Love & Resentment

I recently became aware of ‘Create Like a Mother‘ – a US based blog from writer, Katherine Fusco, with a focus on motherhood and creativity. It includes a growing series of interviews with creative mothers, similar to those featured in JourneySongs’s Voices from the MotherVerse.

The first line of the opening post of the blog, which only started this August, drew me in:

This blog has its origins in love and resentment. In other words, mom feelings.

I could feel that. The messy mix of emotions that fizz within many mothers. The heart-warming affection that we gestate for our offspring, punctuated by the ongoing frustrations towards them as the seeming cause for our lack of personal liberty and time.

Of course, it is not justified to apportion blame to our beloved children. Resentful mothers are a product of a culture that favours the nuclear family and therefore puts too many demands on the parents who operate within those limited units.

Add to that the negative stereotypes of creative mothers that Fusco reports have repeatedly featured in literature and film. It is not surprising that mothers find it challenging to strike a sustainable balance between responding to their own creative yearnings and satisfying the demands of domestic and family life.

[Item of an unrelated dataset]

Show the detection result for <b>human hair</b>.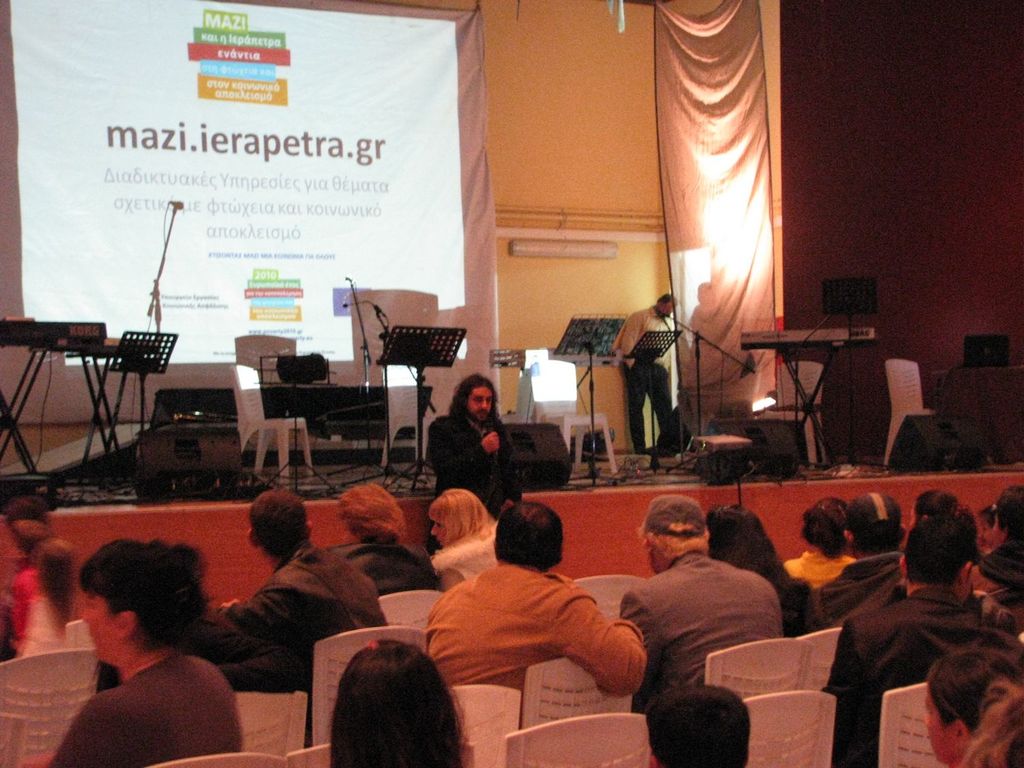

I can see how, as a backlash to the relentlessness of parenting young children, mothers can swing the other way and seek a life of artistry that overshadows the family dynamic. I recall, in the film ‘Lost in Living‘, how one set of siblings lamented their mother’s fierce defense of her artistic space. This resulted in conflict within the family, due to her inability to find a healthy balance between her inner, creative life and the children’s needs for her attention and involvement in their world.

In Voices from the MotherVerse, all the women shared their personal ways of building creative practice into their lives as parents. I could see they were committed to striving for a robust balance. Certainly different approaches work for different people and families. And I find myself asking…

What does a healthy picture look like – where mother and father are fulfilling their creative lives while providing a stable, loving, fun home life for their kids?

What does the community do to support this reality?

How can we co-create a culture in which mothers’ love is not tainted by resentment?